HUE

Frank Bowden

This excellent telling of the battle of Hue (Vietnam, February 1968) needs to be read.

(1) What happened? (2) Lies the American government and military told itself and Americans about the Tet Offensive (February 1968) and Hue. (3) The gallant, unselfish, courageous fighting of United States Marines against forces more than three or four times their number. (4) The lies the North Vietnamese told themselves to pursue fighting in Hue. (5) The military mistakes made by the Vietnamese, South and North, and Communist Part during the offensive in Hue. (6) Mistakes of the North Vietnamese were not capitalized on by the Americans. (7) The effect on the residents of Hue during the four weeks of fighting. (8) The small forces the South Vietnamese had and went through the daily grind of fighting for four weeks.
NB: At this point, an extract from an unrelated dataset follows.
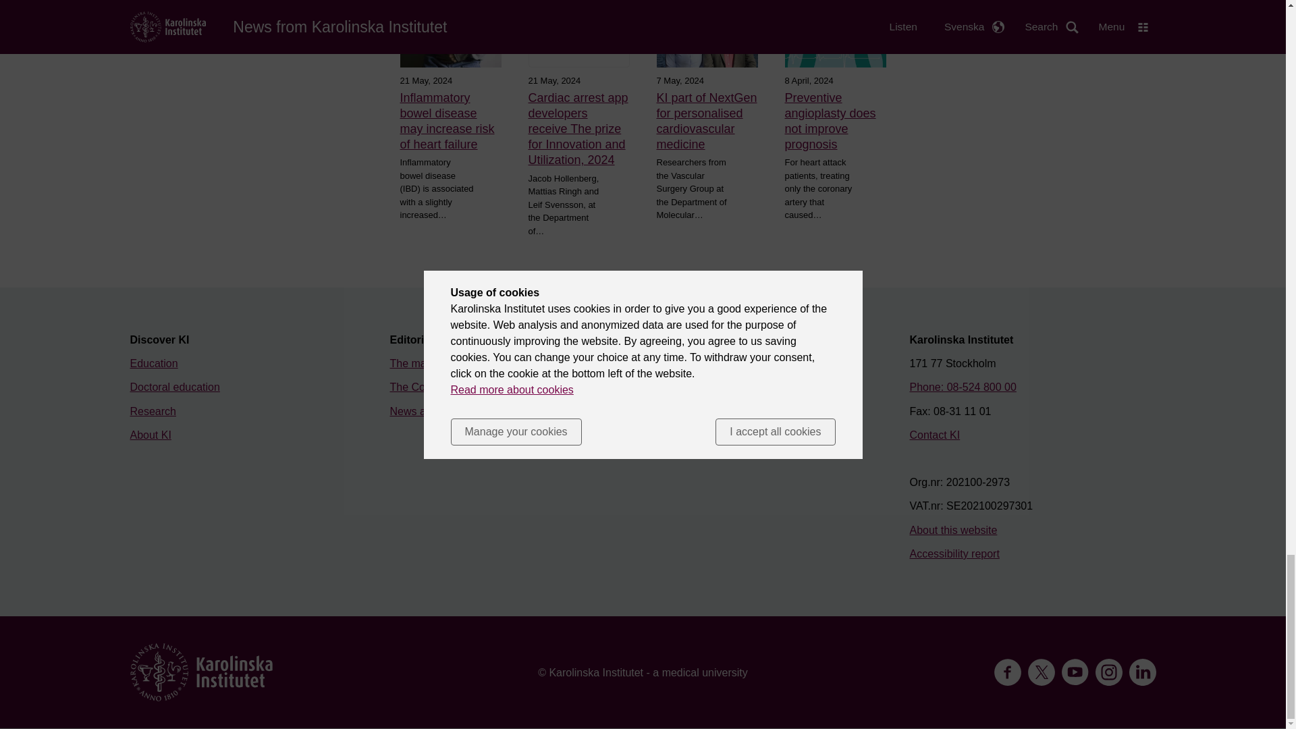  I want to click on Preventive angioplasty does not improve prognosis, so click(834, 121).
Somehow Bowden tells of combat, of wounds and of deaths (mostly Americans): Marines, where they came from, their training, their units, companies and a few battalions, where Marines were supposed to go – target, eliminate the opposition, and whom Marines were fighting against. Suddenly, a wound or a death of a Marine, introduced and ended that story. It was combat in a small city, not in the jungle. Everyone was crammed together, ill-supported except for weapons and ammunition, no washing, no hygiene, no clean clothes. Marines asked for tanks and sometimes never had any or enough; they fought with hand-held delivery of artillery, beginning with hand grenades.

There were no drones, no surveillance devices, no way of looking and locating the enemy. There’s no GPS. Hue was an old-time battle.
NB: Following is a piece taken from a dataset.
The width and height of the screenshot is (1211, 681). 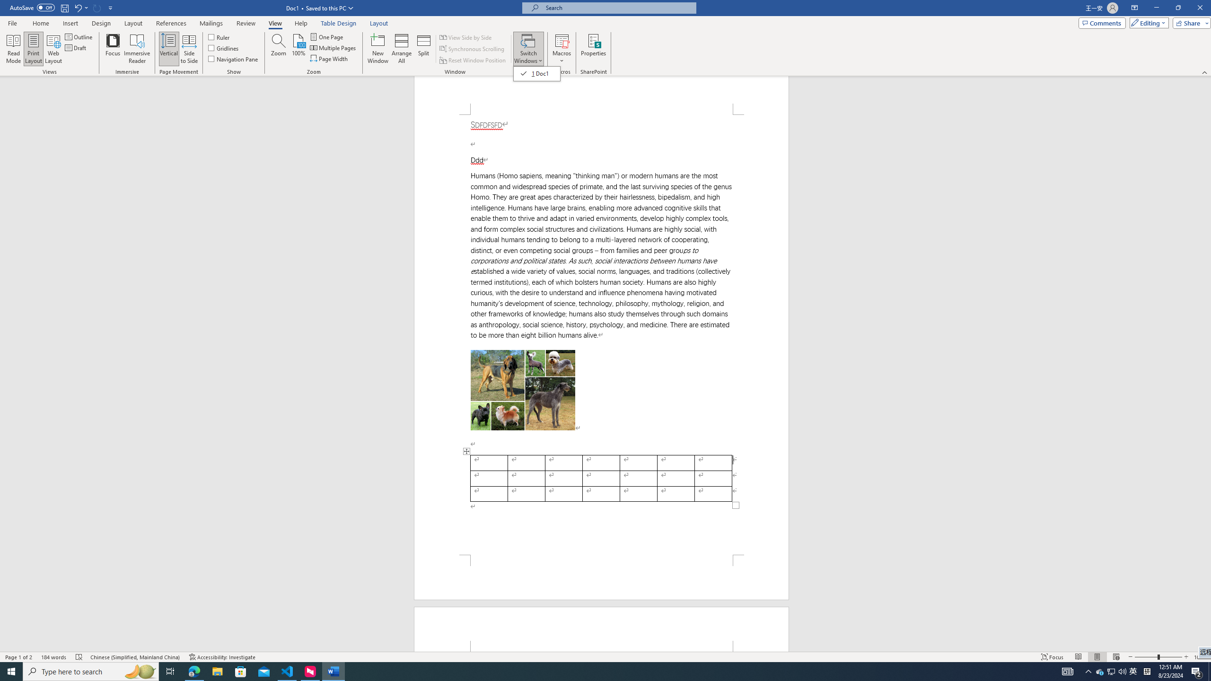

This book is well-written. Reading it at once takes the reader to the year 1968 and gives readers the sense of what Hue Marines went through, as well as the North Vietnamese, during those four weeks.

The book lacks comprehensive maps, on which every location mentioned, is on a map. There is no listing of maps in the Table of Contents, and what each map represents. NOTE, these omissions help tell of the battle. Every combatant, Marine, U.S. Army, North Vietnamese and Viet Cong were strangers to Hue, and truly did not know where they were: Where was one landmark or building in relation to any other landmark. Indeed, a Marine Lt. Col. took off the wall of a gasoline station, a map of the City (large distances per millimeter) to help orient him and organize his advance to eliminate the opposition.